Background: In view of consistently high cardiovascular morbidity and mortality rates, international efforts are aimed at developing tools for more precise risk prediction to allow preventive treatment targeted at high-risk individuals. Direct visualization of anatomic, preclinical atherosclerotic disease has the potential for individualized risk discrimination. Further, a variety of risk factors are actively evaluated, including markers of the activity of atherosclerotic disease, thrombogenic risk, and genetic polymorphisms.

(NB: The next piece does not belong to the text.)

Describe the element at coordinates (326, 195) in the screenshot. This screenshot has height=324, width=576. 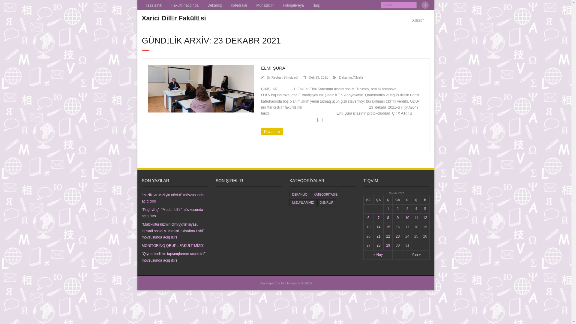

Methods: The Heinz Nixdorf RECALL (Risk Factors, Evaluation of Coronary Calcium and Lifestyle) study is a population-based, prospective cohort study of the comparative value of modern risk stratification techniques for "hard" cardiac events. It is designed and powered to define the relative risk associated with the specific extent of coronary atherosclerosis measured by means of electron-beam computed tomography (EBCT)-derived coronary calcium quantities for myocardial infarction and cardiac death in 5 years in 4200 males and females aged 45 to 75 years in an unselected urban population from the large, heavily industrialized Ruhr area. Additionally, the predictive values of conventional cardiovascular risk factors, new candidate and socioeconomic risk factors, certain genetic polymorphisms, and direct signs of subclinical disease are examined with the ankle-brachial index, resting and stress electrocardiograms, and determination of carotid artery intima-media thickness. Prospective clinical risk-benefit and health economic analyses are an inherent part of the study. Study findings with established clinical significance are reported to the participants, but the EBCT findings are withheld until the conclusion of the study.
Conclusions: The Heinz Nixdorf RECALL study will define appropriate methods for identifying high-risk subgroups in the general urban population who may derive the greatest benefit from preventive treatment.